NVIDIA claims its GB200 NVL72 cluster delivers 10 times better performance than the older Hopper setup when running Mixture of Experts models like Kimi K2, which is a 32-billion-parameter open-source thinking model. The breakthrough came from a co-design approach that splits token batches across 72 chips with 30TB of shared memory, letting expert parallelism scale way harder than before.
MoE models only activate parts of their parameters per query instead of the whole thing, which makes them more efficient but creates scaling bottlenecks. Team Green solved this by using disaggregated serving through their Dynamo framework, where prefill and decode tasks get assigned to different GPUs, plus they added NVFP4 format for better accuracy and speed.
The GB200 chips are already hitting supply chains for frontier AI servers, and NVIDIA looks positioned to cash in big since MoE deployments keep expanding across different environments.

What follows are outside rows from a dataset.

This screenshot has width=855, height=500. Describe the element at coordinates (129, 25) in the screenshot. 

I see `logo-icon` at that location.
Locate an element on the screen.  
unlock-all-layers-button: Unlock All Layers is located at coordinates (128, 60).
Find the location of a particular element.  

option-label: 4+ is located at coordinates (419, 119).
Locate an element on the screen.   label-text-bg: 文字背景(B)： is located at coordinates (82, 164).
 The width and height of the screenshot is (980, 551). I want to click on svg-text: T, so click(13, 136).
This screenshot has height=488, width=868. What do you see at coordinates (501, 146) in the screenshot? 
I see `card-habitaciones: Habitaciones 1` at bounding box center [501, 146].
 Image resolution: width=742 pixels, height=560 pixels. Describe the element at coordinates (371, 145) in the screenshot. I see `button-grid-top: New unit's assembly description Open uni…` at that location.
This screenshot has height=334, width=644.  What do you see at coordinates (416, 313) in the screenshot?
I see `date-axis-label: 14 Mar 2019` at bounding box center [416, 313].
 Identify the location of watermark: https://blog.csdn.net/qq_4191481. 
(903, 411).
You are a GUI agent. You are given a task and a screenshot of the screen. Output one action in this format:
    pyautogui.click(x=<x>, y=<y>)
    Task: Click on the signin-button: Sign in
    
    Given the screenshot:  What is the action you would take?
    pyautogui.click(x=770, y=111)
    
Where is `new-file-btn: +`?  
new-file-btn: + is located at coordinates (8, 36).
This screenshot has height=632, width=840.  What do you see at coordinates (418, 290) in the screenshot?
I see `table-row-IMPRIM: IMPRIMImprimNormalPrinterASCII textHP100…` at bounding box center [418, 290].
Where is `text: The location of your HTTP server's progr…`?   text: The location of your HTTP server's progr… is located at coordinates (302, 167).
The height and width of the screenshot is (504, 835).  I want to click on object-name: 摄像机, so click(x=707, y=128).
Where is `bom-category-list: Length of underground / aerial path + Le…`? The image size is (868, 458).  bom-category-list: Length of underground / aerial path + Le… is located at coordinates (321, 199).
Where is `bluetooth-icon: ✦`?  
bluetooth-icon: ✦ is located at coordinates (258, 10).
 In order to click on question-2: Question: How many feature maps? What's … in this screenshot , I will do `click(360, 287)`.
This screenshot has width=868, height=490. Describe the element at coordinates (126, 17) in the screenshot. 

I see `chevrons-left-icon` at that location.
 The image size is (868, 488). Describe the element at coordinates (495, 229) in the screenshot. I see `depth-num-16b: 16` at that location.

MoE models only activate parts of their parameters per query instead of the whole thing, which makes them more efficient but creates scaling bottlenecks. Team Green solved this by using disaggregated serving through their Dynamo framework, where prefill and decode tasks get assigned to different GPUs, plus they added NVFP4 format for better accuracy and speed.
The GB200 chips are already hitting supply chains for frontier AI servers, and NVIDIA looks positioned to cash in big since MoE deployments keep expanding across different environments.